At the moment I'm reading a YA book by a NZ writer, Penelope Todd. The book is "Watermark". It's a library book and I was interested to see that a reader before me has gone through the first couple of chapters (with a pencil) and underlined all the multi-syllable words such as traipsed and stupefied. I don't know whether the reader was doing it because she/he didn't understand them or because they were annoying?
It's a strange book in some ways, a story of a girl who has never taken any risks and then decides to go to the West Coast of New Zealand to stay in a hut at the invitation of two people she doesn't know. She is mostly on her own, apart from the two who come and go and another man who turns out to be ... but I don't want to spoil the "surprise".
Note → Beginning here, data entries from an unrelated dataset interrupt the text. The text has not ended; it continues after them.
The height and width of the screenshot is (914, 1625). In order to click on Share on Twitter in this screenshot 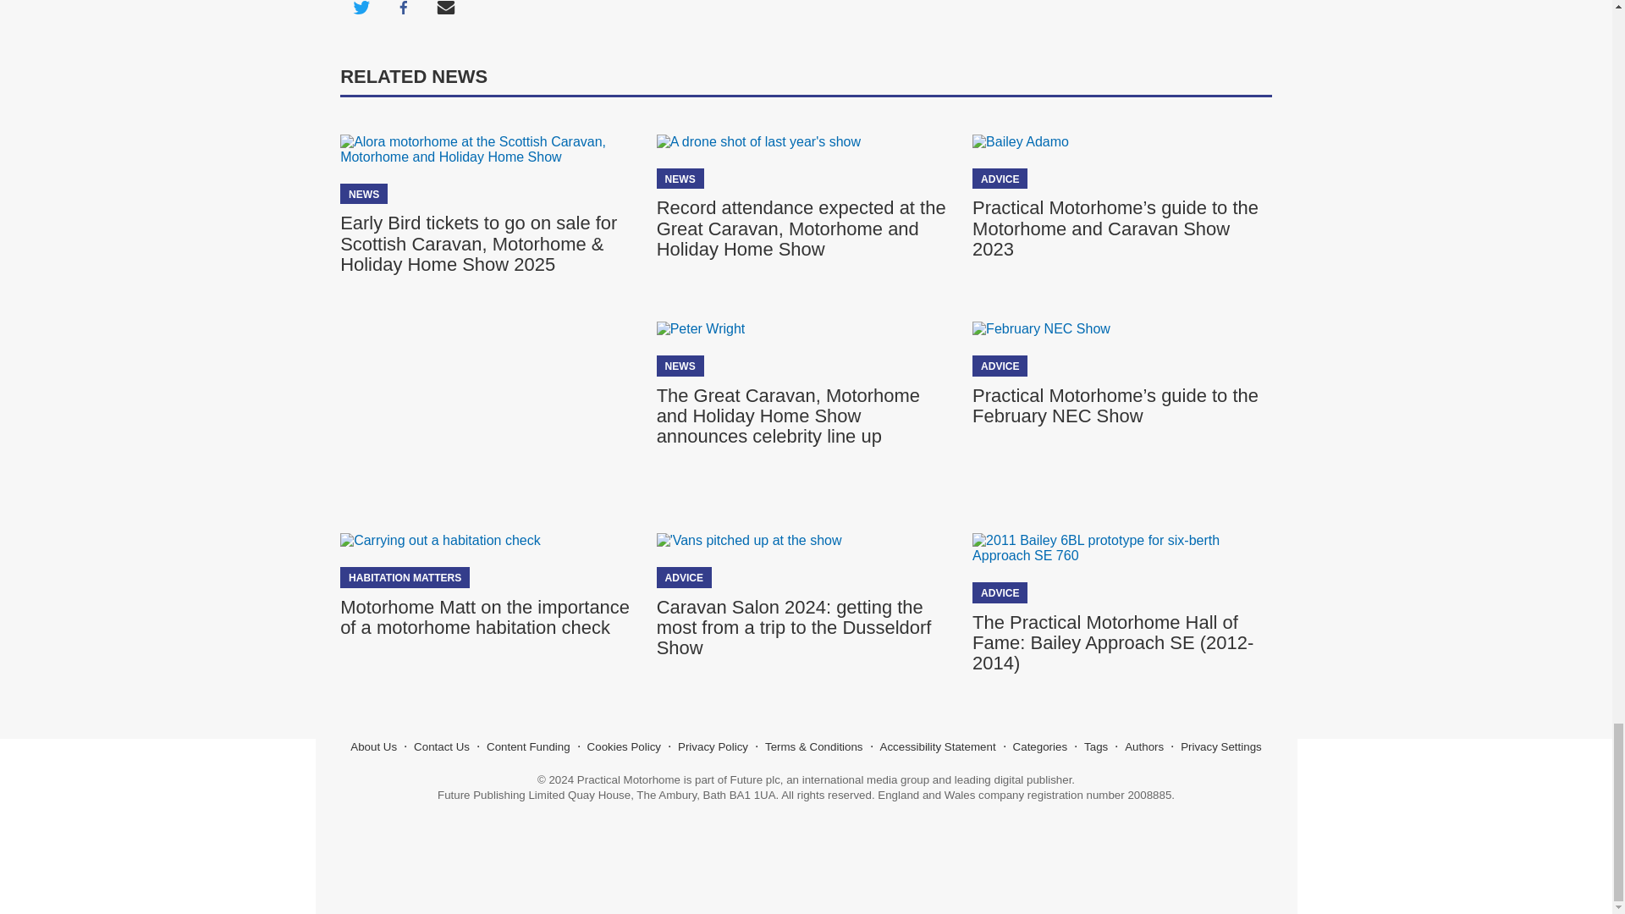, I will do `click(360, 14)`.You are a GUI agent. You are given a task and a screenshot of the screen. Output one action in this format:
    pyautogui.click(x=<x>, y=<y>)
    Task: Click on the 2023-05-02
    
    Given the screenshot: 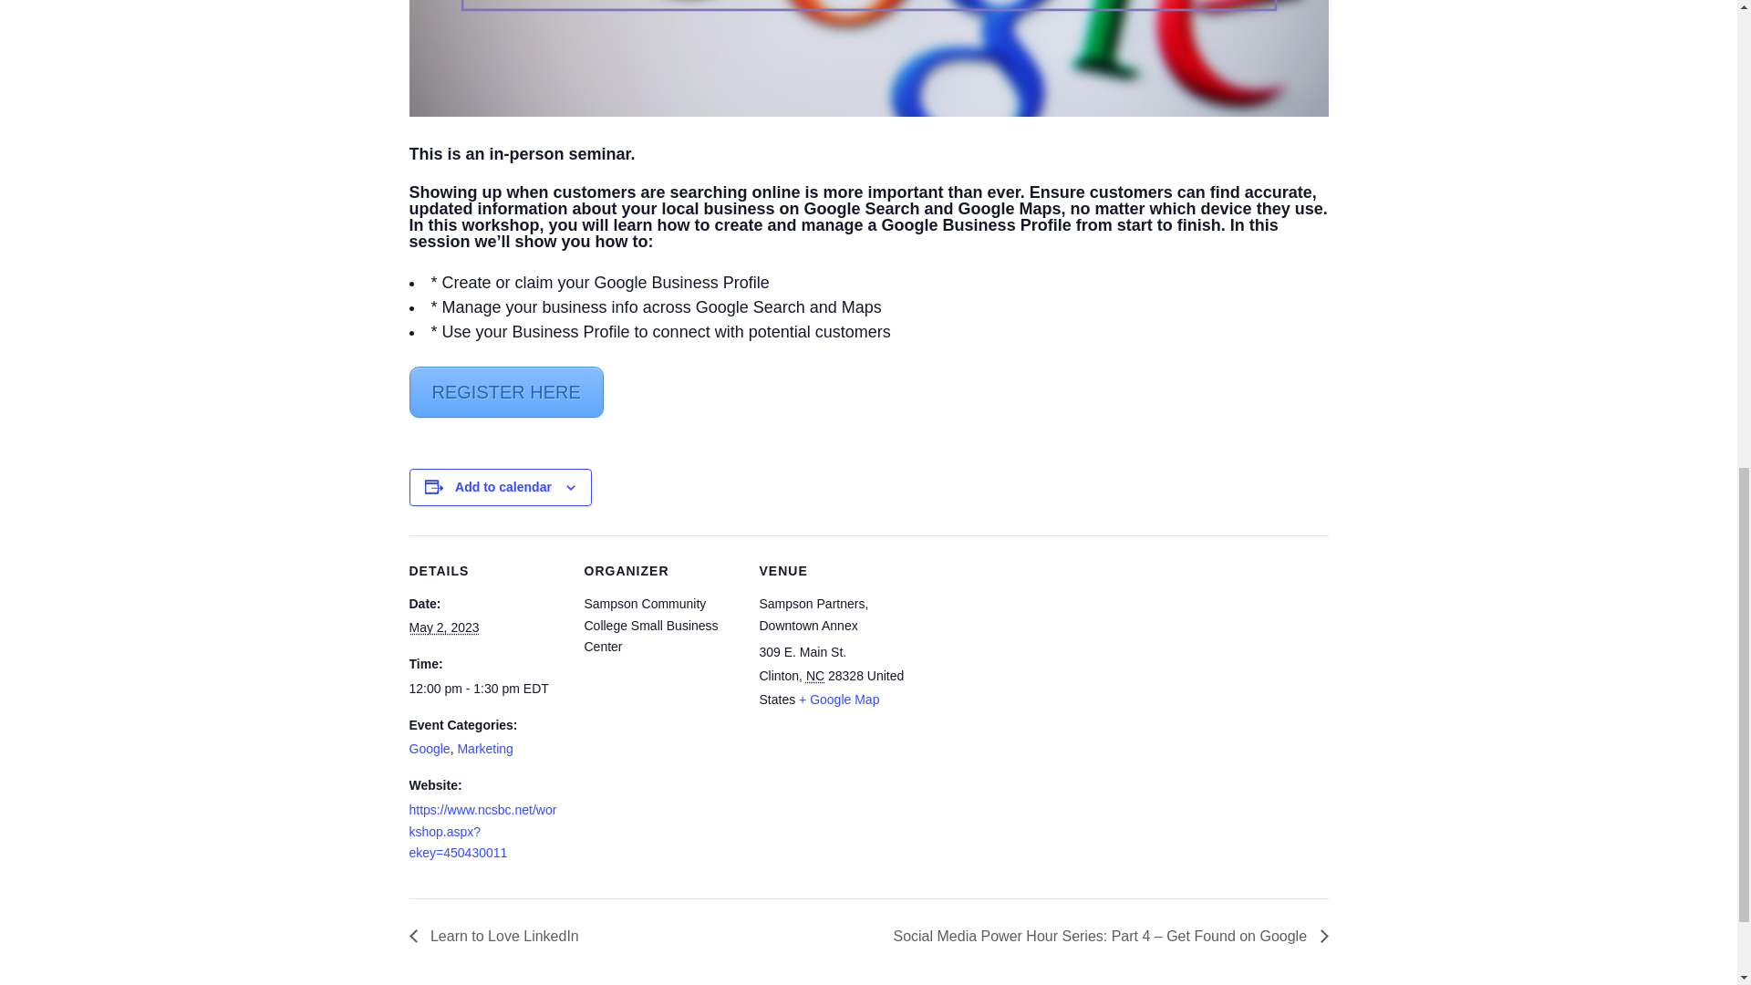 What is the action you would take?
    pyautogui.click(x=485, y=690)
After all the stuff I have been working on since the last SCBWI conference where my novel got ripped to shreds (oh thank you ms critiquer who put me off rewriting this novel for 2 years!! but I did learn a few things) - the emphasis was on character arc and plot arc. I am much more aware of these now, and I guess for me this is where this book falls down a bit. Rather than an arc, it feels to me like a series of dips. Maybe it's like the Gantos book - the initial premise didn't work for me. Just a bit too unbelievable. And so the rest of the book never quite makes it. A personal reaction. Others will probably disagree.
Character arc. Hmmm. I am 7500 words back into a new rewrite of that novel and already the arc rears its ugly head! Time to stop and regroup. I cannot write a 40,000 word version of a novel that struggled to get below 100,000 words. So I have to replot the first half and make it into two books. I know this but I had to start the new draft before I could fully get to grips with what was going to be necessary.
That's OK. I can do this.
Amazing how much of the original material I have forgotten. I wasn't going to use the old draft but even some of the minor characters have faded so will reread it and take what I need. And the language - all those great words (this is a historical novel).
Blogs are interesting. I look at other people's and wonder what we get out of it. Like an open diary?